Follower demographics for Superneat Marketing by company size:

Follower demographics for Superneat Marketing by company size

These LinkedIn analytics examples come from our Superneat Marketing channel (side note: we’re a two-person agency, so we don’t have loads of followers).

Anyway, we work with B2B service providers and SaaS companies, usually well-funded startups and established mid-sized orgs. The data makes sense and we absolutely consider these demographics as we post LinkedIn content. Besides filtering by company size and industry, you can select location, job function, or seniority.

2. Personas

Personas technically fall into the realm of core content, which sits at the very top of the content marketing hierarchy. Often brands will diligently work out their brand messaging foundations — like mission and vision statements — but personas somehow fall off.

Content verticals and persona development go hand-in-hand. In these ClearVoice B2B buyer personas templates, you’ll see that we used industries as the content vertical.

Example of female persona for ClearVoice:

Example of male persona for ClearVoice:

Sandy Sanderson is in Marketing, while John Johnson works in the Software and Technology space. Although they are both marketing directors, their goals and challenges are very different — so the messaging strategy is different as well.

3. Customers

Persona development is an important step in creating relevant vertical content. However, without the external perspectives of your customers and prospects, there is a high probability that your team doesn’t really get what your niche audience is aiming to achieve.
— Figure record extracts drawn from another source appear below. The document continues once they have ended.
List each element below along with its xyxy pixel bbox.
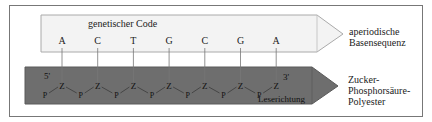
base-letter: A bbox=[58, 35, 66, 46]
phosphate-label: P bbox=[78, 91, 83, 100]
phosphate-label: P bbox=[221, 91, 226, 100]
side-label-line: Polyester bbox=[348, 96, 410, 107]
sugar-label: Z bbox=[95, 81, 101, 91]
base-sequence-arrow bbox=[41, 15, 343, 52]
phosphate-label: P bbox=[114, 91, 119, 100]
base-letter: C bbox=[94, 35, 101, 46]
side-label-line: Zucker- bbox=[348, 74, 410, 85]
base-letter: G bbox=[165, 35, 172, 46]
sugar-label: Z bbox=[59, 81, 65, 91]
phosphate-label: P bbox=[186, 91, 191, 100]
five-prime-label: 5' bbox=[44, 71, 51, 81]
sugar-label: Z bbox=[166, 81, 172, 91]
side-label-line: Phosphorsäure- bbox=[348, 85, 410, 96]
sugar-label: Z bbox=[202, 81, 208, 91]
sugar-label: Z bbox=[273, 81, 279, 91]
genetic-code-title: genetischer Code bbox=[88, 18, 158, 29]
side-label-line: aperiodische bbox=[349, 26, 406, 37]
base-sequence-side-label: aperiodische Basensequenz bbox=[349, 26, 406, 48]
side-label-line: Basensequenz bbox=[349, 37, 406, 48]
base-letter: G bbox=[237, 35, 244, 46]
sugar-label: Z bbox=[131, 81, 137, 91]
reading-direction-label: Leserichtung bbox=[258, 94, 305, 104]
phosphate-label: P bbox=[150, 91, 155, 100]
phosphate-label: P bbox=[43, 91, 48, 100]
three-prime-label: 3' bbox=[283, 72, 290, 82]
base-letter: A bbox=[273, 35, 281, 46]
backbone-side-label: Zucker- Phosphorsäure- Polyester bbox=[348, 74, 410, 107]
sugar-label: Z bbox=[238, 81, 244, 91]
base-letter: C bbox=[201, 35, 208, 46]
base-letter: T bbox=[130, 35, 136, 46]
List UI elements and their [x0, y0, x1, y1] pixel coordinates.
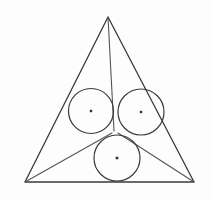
inner-segment-bottomright-to-junction — [118, 133, 194, 182]
center-dot-left-circle — [90, 110, 92, 112]
figure-canvas — [0, 0, 214, 199]
geometry-figure — [0, 0, 214, 199]
center-dot-right-circle — [140, 111, 142, 113]
center-dot-bottom-circle — [116, 157, 119, 160]
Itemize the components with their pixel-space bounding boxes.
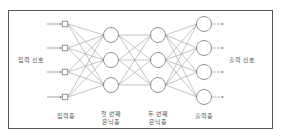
- connections: [68, 24, 197, 97]
- hidden1-node: [104, 78, 119, 93]
- input-signal-label: 입력 신호: [18, 56, 44, 64]
- diagram-border: [9, 11, 273, 129]
- hidden2-layer-label: 두 번째 은닉층: [144, 110, 172, 126]
- output-node: [197, 17, 212, 32]
- hidden2-node: [151, 53, 166, 68]
- connection-arrow: [68, 85, 104, 97]
- connection-arrow: [166, 60, 198, 72]
- neural-network-diagram: [0, 0, 281, 137]
- input-node: [62, 21, 68, 27]
- hidden2-node: [151, 28, 166, 43]
- connection-arrow: [68, 35, 104, 97]
- input-node: [62, 94, 68, 100]
- connection-arrow: [166, 35, 198, 48]
- output-node: [197, 41, 212, 56]
- hidden1-node: [104, 53, 119, 68]
- output-node: [197, 90, 212, 105]
- input-layer-label: 입력층: [54, 112, 78, 120]
- connection-arrow: [68, 48, 104, 60]
- connection-arrow: [68, 35, 104, 48]
- hidden1-node: [104, 28, 119, 43]
- hidden2-node: [151, 78, 166, 93]
- output-node: [197, 65, 212, 80]
- output-layer-label: 출력층: [192, 112, 216, 120]
- input-node: [62, 69, 68, 75]
- output-signal-label: 출력 신호: [229, 56, 255, 64]
- hidden1-layer-label: 첫 번째 은닉층: [97, 110, 125, 126]
- connection-arrow: [166, 72, 198, 85]
- input-node: [62, 45, 68, 51]
- connection-arrow: [166, 85, 198, 97]
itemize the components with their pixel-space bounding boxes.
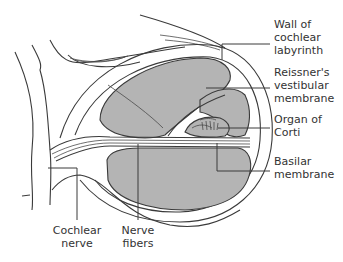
label-cochlear-nerve: Cochlear nerve xyxy=(53,224,102,250)
svg-text:cochlear: cochlear xyxy=(274,31,321,44)
svg-text:Reissner's: Reissner's xyxy=(274,66,330,79)
label-nerve-fibers: Nerve fibers xyxy=(122,224,155,250)
organ-of-corti xyxy=(185,117,229,137)
scala-tympani xyxy=(107,148,251,210)
label-basilar-membrane: Basilar membrane xyxy=(274,155,334,181)
label-reissners-membrane: Reissner's vestibular membrane xyxy=(274,66,334,105)
svg-text:labyrinth: labyrinth xyxy=(274,44,323,57)
svg-text:membrane: membrane xyxy=(274,92,334,105)
svg-text:Organ of: Organ of xyxy=(274,113,323,126)
svg-text:fibers: fibers xyxy=(123,237,154,250)
label-wall-of-cochlear-labyrinth: Wall of cochlear labyrinth xyxy=(274,18,323,57)
svg-text:Corti: Corti xyxy=(274,126,300,139)
svg-text:Basilar: Basilar xyxy=(274,155,312,168)
svg-text:membrane: membrane xyxy=(274,168,334,181)
svg-text:Cochlear: Cochlear xyxy=(53,224,102,237)
svg-text:Nerve: Nerve xyxy=(122,224,155,237)
label-organ-of-corti: Organ of Corti xyxy=(274,113,323,139)
svg-text:vestibular: vestibular xyxy=(274,79,329,92)
svg-text:nerve: nerve xyxy=(61,237,93,250)
cochlea-diagram: Wall of cochlear labyrinth Reissner's ve… xyxy=(0,0,343,262)
svg-text:Wall of: Wall of xyxy=(274,18,312,31)
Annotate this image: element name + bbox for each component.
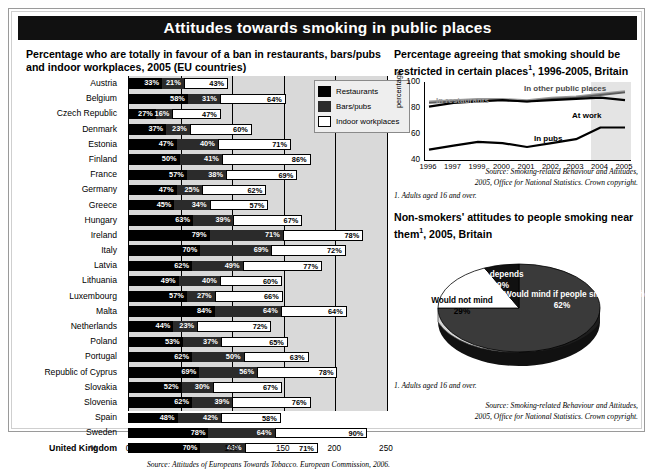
bar-segment-indoor-workplaces[interactable]: 78% [257,367,337,378]
bar-segment-bars-pubs[interactable]: 64% [208,428,274,439]
bar-segment-value: 23% [172,124,187,135]
bar-segment-value: 63% [290,353,305,364]
bar-segment-bars-pubs[interactable]: 64% [215,306,281,317]
x-axis-tick-100: 100 [224,444,238,453]
pie-label-it-depends-value: 9% [497,281,509,290]
bar-segment-bars-pubs[interactable]: 37% [183,337,221,348]
legend-swatch-bars-pubs [318,101,331,112]
bar-row-label: Estonia [18,137,122,152]
bar-segment-restaurants[interactable]: 57% [128,170,187,181]
bar-segment-restaurants[interactable]: 57% [128,291,187,302]
bar-segment-restaurants[interactable]: 69% [128,367,199,378]
legend-item-restaurants: Restaurants [318,84,405,99]
bar-segment-restaurants[interactable]: 63% [128,215,193,226]
bar-segment-indoor-workplaces[interactable]: 71% [218,139,291,150]
bar-segment-indoor-workplaces[interactable]: 47% [172,109,221,120]
bar-segment-indoor-workplaces[interactable]: 60% [220,276,282,287]
bar-segment-restaurants[interactable]: 48% [128,413,178,424]
bar-segment-value: 67% [263,383,278,394]
bar-segment-restaurants[interactable]: 27% [128,109,156,120]
bar-segment-bars-pubs[interactable]: 23% [173,321,197,332]
bar-segment-indoor-workplaces[interactable]: 64% [220,94,286,105]
bar-segment-value: 31% [202,94,217,105]
bar-segment-indoor-workplaces[interactable]: 64% [281,306,347,317]
bar-segment-restaurants[interactable]: 62% [128,261,192,272]
bar-row-label: Luxembourg [18,289,122,304]
bar-segment-indoor-workplaces[interactable]: 63% [244,352,309,363]
bar-segment-indoor-workplaces[interactable]: 65% [221,337,288,348]
bar-segment-indoor-workplaces[interactable]: 62% [202,185,266,196]
bar-row-label: Hungary [18,213,122,228]
bar-segment-restaurants[interactable]: 47% [128,185,177,196]
bar-segment-indoor-workplaces[interactable]: 72% [271,245,345,256]
bar-segment-indoor-workplaces[interactable]: 72% [197,321,271,332]
bar-row: Germany47%25%62% [18,182,390,197]
bar-row: Netherlands44%23%72% [18,319,390,334]
bar-segment-restaurants[interactable]: 70% [128,245,200,256]
bar-segment-indoor-workplaces[interactable]: 86% [222,154,311,165]
bar-segment-indoor-workplaces[interactable]: 67% [233,215,302,226]
bar-segment-indoor-workplaces[interactable]: 90% [275,428,368,439]
bar-segment-restaurants[interactable]: 52% [128,382,182,393]
bar-segment-bars-pubs[interactable]: 16% [156,109,173,120]
bar-segment-restaurants[interactable]: 62% [128,352,192,363]
bar-segment-indoor-workplaces[interactable]: 77% [243,261,322,272]
bar-segment-restaurants[interactable]: 58% [128,94,188,105]
x-axis-tick-150: 150 [276,444,290,453]
bar-segment-restaurants[interactable]: 44% [128,321,173,332]
bar-segment-bars-pubs[interactable]: 40% [177,139,218,150]
bar-row-segments: 53%37%65% [128,337,288,348]
bar-row-segments: 62%49%77% [128,261,322,272]
bar-segment-bars-pubs[interactable]: 38% [187,170,226,181]
bar-segment-bars-pubs[interactable]: 50% [192,352,244,363]
bar-segment-restaurants[interactable]: 50% [128,154,180,165]
bar-segment-value: 44% [156,321,171,332]
bar-segment-value: 77% [303,262,318,273]
line-chart-plot-area [424,82,631,161]
bar-segment-indoor-workplaces[interactable]: 76% [232,397,310,408]
line-annotation-at-work: At work [572,111,601,120]
bar-segment-bars-pubs[interactable]: 31% [188,94,220,105]
bar-segment-indoor-workplaces[interactable]: 43% [184,78,228,89]
bar-segment-value: 64% [263,306,278,317]
title-banner: Attitudes towards smoking in public plac… [18,16,637,40]
bar-segment-restaurants[interactable]: 78% [128,428,208,439]
bar-segment-restaurants[interactable]: 53% [128,337,183,348]
pie-label-it-depends-text: It depends [483,270,524,279]
bar-segment-indoor-workplaces[interactable]: 58% [221,413,281,424]
bar-row-label: Finland [18,152,122,167]
bar-segment-restaurants[interactable]: 33% [128,78,162,89]
bar-segment-bars-pubs[interactable]: 56% [199,367,257,378]
bar-segment-bars-pubs[interactable]: 69% [200,245,271,256]
bar-segment-indoor-workplaces[interactable]: 67% [213,382,282,393]
bar-segment-bars-pubs[interactable]: 34% [174,200,209,211]
bar-segment-restaurants[interactable]: 49% [128,276,179,287]
bar-segment-indoor-workplaces[interactable]: 57% [210,200,269,211]
bar-segment-restaurants[interactable]: 62% [128,397,192,408]
bar-segment-restaurants[interactable]: 47% [128,139,177,150]
bar-segment-bars-pubs[interactable]: 71% [210,230,283,241]
bar-segment-indoor-workplaces[interactable]: 66% [215,291,283,302]
bar-segment-indoor-workplaces[interactable]: 78% [283,230,363,241]
bar-segment-value: 72% [327,246,342,257]
bar-segment-bars-pubs[interactable]: 39% [192,397,232,408]
bar-segment-bars-pubs[interactable]: 49% [192,261,243,272]
x-axis-tick-200: 200 [328,444,342,453]
bar-segment-bars-pubs[interactable]: 39% [193,215,233,226]
line-chart-source-line-1: Source: Smoking-related Behaviour and At… [408,167,638,178]
bar-segment-bars-pubs[interactable]: 40% [179,276,220,287]
bar-segment-bars-pubs[interactable]: 41% [180,154,222,165]
bar-segment-value: 40% [200,139,215,150]
bar-segment-bars-pubs[interactable]: 42% [178,413,221,424]
bar-segment-bars-pubs[interactable]: 21% [162,78,184,89]
bar-segment-indoor-workplaces[interactable]: 69% [226,170,297,181]
bar-segment-bars-pubs[interactable]: 25% [177,185,203,196]
bar-segment-restaurants[interactable]: 79% [128,230,210,241]
bar-segment-restaurants[interactable]: 84% [128,306,215,317]
bar-segment-bars-pubs[interactable]: 23% [166,124,190,135]
bar-segment-restaurants[interactable]: 45% [128,200,174,211]
bar-segment-restaurants[interactable]: 37% [128,124,166,135]
bar-segment-indoor-workplaces[interactable]: 60% [190,124,252,135]
bar-segment-bars-pubs[interactable]: 30% [182,382,213,393]
bar-segment-bars-pubs[interactable]: 27% [187,291,215,302]
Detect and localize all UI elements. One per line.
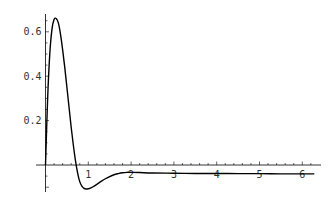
y-tick-label: 0.6 (23, 26, 41, 37)
x-tick-label: 2 (128, 169, 134, 180)
x-axis-ticks: 123456 (54, 162, 311, 181)
y-tick-label: 0.2 (23, 115, 41, 126)
line-chart: 123456 0.20.40.6 (0, 0, 335, 205)
x-tick-label: 5 (256, 169, 262, 180)
y-tick-label: 0.4 (23, 71, 41, 82)
axes (36, 14, 321, 192)
x-tick-label: 4 (214, 169, 220, 180)
data-curve (46, 18, 315, 189)
x-tick-label: 1 (85, 169, 91, 180)
x-tick-label: 3 (171, 169, 177, 180)
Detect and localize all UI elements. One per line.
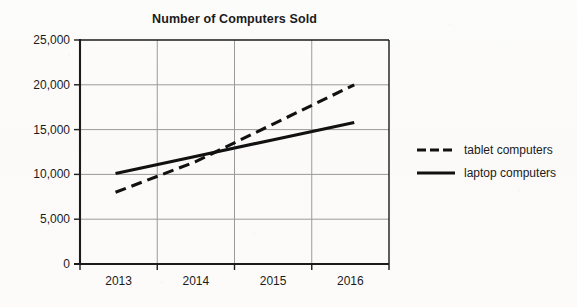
chart-legend: tablet computers laptop computers: [417, 138, 567, 184]
chart-figure: Number of Computers Sold 05,00010,00015,…: [0, 0, 577, 307]
y-tick-label: 10,000: [33, 167, 70, 181]
solid-line-icon: [417, 167, 455, 179]
x-tick-label: 2014: [183, 274, 210, 288]
y-tick-label: 0: [63, 257, 70, 271]
y-tick-label: 20,000: [33, 78, 70, 92]
legend-label-tablet-computers: tablet computers: [464, 143, 553, 157]
dashed-line-icon: [417, 144, 455, 156]
x-tick-label: 2016: [337, 274, 364, 288]
x-tick-label: 2013: [105, 274, 132, 288]
legend-item-tablet-computers: tablet computers: [417, 138, 567, 161]
y-tick-label: 25,000: [33, 33, 70, 47]
y-tick-label: 15,000: [33, 123, 70, 137]
y-tick-label: 5,000: [40, 212, 70, 226]
x-tick-label: 2015: [260, 274, 287, 288]
legend-label-laptop-computers: laptop computers: [464, 166, 556, 180]
legend-item-laptop-computers: laptop computers: [417, 161, 567, 184]
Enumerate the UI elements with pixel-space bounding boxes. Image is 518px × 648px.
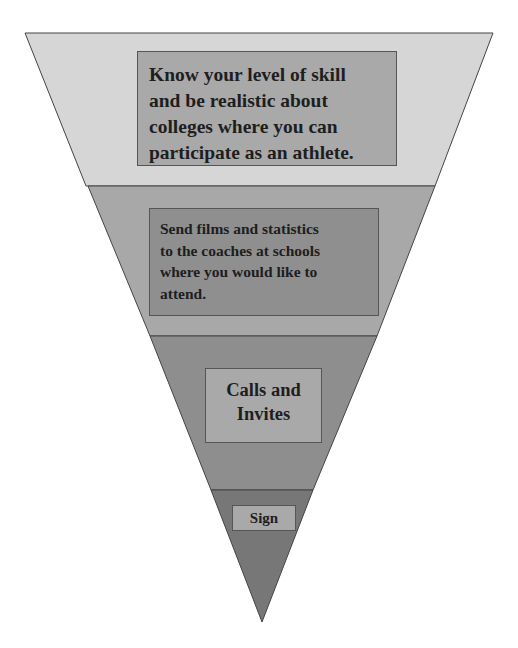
level-1-label-box: Know your level of skill and be realisti… — [137, 51, 397, 166]
level-2-line: to the coaches at schools — [160, 240, 378, 262]
level-4-line: Sign — [233, 506, 295, 530]
level-2-line: where you would like to — [160, 261, 378, 283]
level-4-label-box: Sign — [232, 505, 296, 531]
level-1-line: participate as an athlete. — [149, 140, 396, 166]
level-2-label-box: Send films and statistics to the coaches… — [149, 208, 379, 316]
level-2-line: Send films and statistics — [160, 218, 378, 240]
level-2-line: attend. — [160, 283, 378, 305]
level-1-line: Know your level of skill — [149, 62, 396, 88]
level-1-line: colleges where you can — [149, 114, 396, 140]
level-3-line: Calls and — [206, 378, 321, 402]
level-3-label-box: Calls and Invites — [205, 368, 322, 443]
level-3-line: Invites — [206, 402, 321, 426]
level-1-line: and be realistic about — [149, 88, 396, 114]
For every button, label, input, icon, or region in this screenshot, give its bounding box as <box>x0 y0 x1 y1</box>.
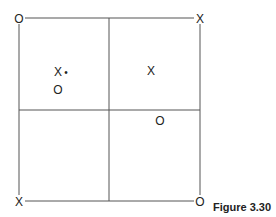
mark-upper-left-dot: • <box>64 67 68 78</box>
corner-bottom-left: X <box>15 195 23 209</box>
grid-diagram: O X X O X • O X O Figure 3.30 <box>0 0 276 217</box>
mark-upper-left-x: X <box>54 65 62 79</box>
corner-top-left: O <box>14 12 23 26</box>
mark-upper-left-o: O <box>53 83 62 97</box>
corner-top-right: X <box>196 12 204 26</box>
figure-caption: Figure 3.30 <box>213 201 271 213</box>
mark-upper-right-x: X <box>147 64 155 78</box>
mark-lower-right-o: O <box>155 114 164 128</box>
corner-bottom-right: O <box>195 195 204 209</box>
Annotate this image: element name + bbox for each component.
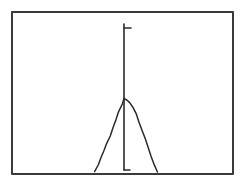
bell-curve-figure	[0, 0, 244, 189]
figure-background	[0, 0, 244, 189]
figure-container	[0, 0, 244, 189]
There are several ways to go beyond the conference room brainstorming session and hear from the most valuable messaging gatekeepers of all…your customers. If you have a large customer base, segment your lists and send out surveys. If you have a smaller customer base, one-on-one interviews work well.

Online customer reviews

One more thing. If you have online customer reviews, testimonials, or case studies, sort through this content and extract any vertical content nuggets that stand out. You can then repurpose this customer intel into various types of content.

Branded Content Examples of Vertical Content

You’re all jazzed up about creating vertical content. Now you need inspiration on how to reach that niche audience through various content interactions.

One of our clients at Superneat Marketing is RFPIO, an RFP response software provider. Their platform helps business professionals respond to RFPs, security questionnaires, and a multitude of other complex documents. Their solution is pretty specific, but we reach their niche audience by creating fluid vertical content experiences.

In the branded content examples below, you’ll see their SaaS vertical content in action with an educational blog post, a video testimonial from one of their SaaS customers (who lives inside that blog post), and social distribution on LinkedIn.

SaaS vertical: blog content

SaaS vertical: blog content

 

SaaS verticle: video testimonial:

SaaS vertical: social media post:

SaaS vertical: social media post

 

You already know how saturated the content marketing landscape is. So skip mass appeal in favor of hyper-targeted messaging.

Using content verticals gives you the opportunity to simplify your messaging, no matter how complex your ideal market may seem. Because you’re focusing on a targeted niche, you’ll make a bigger impact with the select few who realize the potential of partnering with your brand. Get started today by speaking with a content strategist.